At the G7 Summit in Biarritz today, I announced a new partnership with the OECD to strengthen transparency by tech companies in a bid to prevent online terrorist activity.

 

Together we will do our best to make sure the internet cannot be a safe haven for terrorists or violent extremists to recruit, prepare terrorist acts, or promote their abhorrent propaganda.

 

I’m very pleased to say that Australia, together with New Zealand and the OECD, is funding a project to develop Voluntary Transparency Reporting Protocols on preventing, detecting, and removing terrorist and violent extremist content from online platforms. We welcome and encourage further support for this project.

 

I am determined to keep driving global support, building on our G20 Statement calling on internet companies to step up and take action.

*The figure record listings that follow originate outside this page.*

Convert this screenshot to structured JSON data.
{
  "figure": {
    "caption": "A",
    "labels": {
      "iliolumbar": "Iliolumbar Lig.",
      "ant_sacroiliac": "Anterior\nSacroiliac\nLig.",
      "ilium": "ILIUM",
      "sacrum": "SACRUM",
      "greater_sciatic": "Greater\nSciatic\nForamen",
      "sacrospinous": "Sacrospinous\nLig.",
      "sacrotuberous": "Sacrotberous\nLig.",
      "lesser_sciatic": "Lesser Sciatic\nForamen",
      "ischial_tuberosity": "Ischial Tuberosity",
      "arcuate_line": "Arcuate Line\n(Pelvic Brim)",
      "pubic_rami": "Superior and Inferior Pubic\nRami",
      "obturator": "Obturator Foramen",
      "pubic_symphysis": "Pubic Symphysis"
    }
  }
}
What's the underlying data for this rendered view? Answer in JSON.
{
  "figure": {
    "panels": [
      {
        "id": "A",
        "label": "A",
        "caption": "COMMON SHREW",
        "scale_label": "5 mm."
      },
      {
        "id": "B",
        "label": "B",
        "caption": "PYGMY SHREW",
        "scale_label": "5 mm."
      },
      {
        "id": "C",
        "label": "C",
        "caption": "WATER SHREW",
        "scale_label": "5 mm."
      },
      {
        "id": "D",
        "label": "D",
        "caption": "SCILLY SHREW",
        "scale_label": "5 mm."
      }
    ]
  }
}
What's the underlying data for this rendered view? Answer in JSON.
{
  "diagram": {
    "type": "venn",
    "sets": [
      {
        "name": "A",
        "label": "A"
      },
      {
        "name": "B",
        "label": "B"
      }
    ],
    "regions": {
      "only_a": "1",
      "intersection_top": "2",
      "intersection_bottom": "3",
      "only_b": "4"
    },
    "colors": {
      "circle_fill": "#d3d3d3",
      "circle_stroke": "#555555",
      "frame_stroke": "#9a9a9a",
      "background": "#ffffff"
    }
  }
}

We know the internet has no borders, and terrorist and violent extremist exploitation of the internet is a global problem.

 

This project will help to enhance trust in the digital economy. The OECD is not only a global leader in digital economy policy, from taxation through to artificial intelligence, but its member economies host many of the online platforms that provide content to consumers. It is for these reasons, the OECD is best place to develop a robust evidence-base to tackle this challenge.

 

This work will establish standards and provide clarity about how online platforms are protecting their users, and help deliver commitments under the Christchurch Call to implement regular and transparent public reporting in a way that is measurable and supported by clear methodology. Digital industry will benefit from establishing a global level playing field. The project will assist to reduce the risk of further unilateral action at national levels, avoid fragmentation of the regulatory landscape and reduce reporting burdens for online platforms.

 

It is fitting to announce this initiative here in France, where the Christchurch Call to Action was launched in May. We are building on it by collaborating with industry in a multilateral, collaborative way to prevent similar online broadcast of terrorist attacks from ever happening again. Australians, and citizens around the world, rightly have high expectations that tech companies must not allow their online platforms to facilitate terrorist and violent extremist acts.

 

The project will establish benchmark practices by online platforms and metrics to ensure regular, voluntary, and public reporting on efforts to address violent extremist content.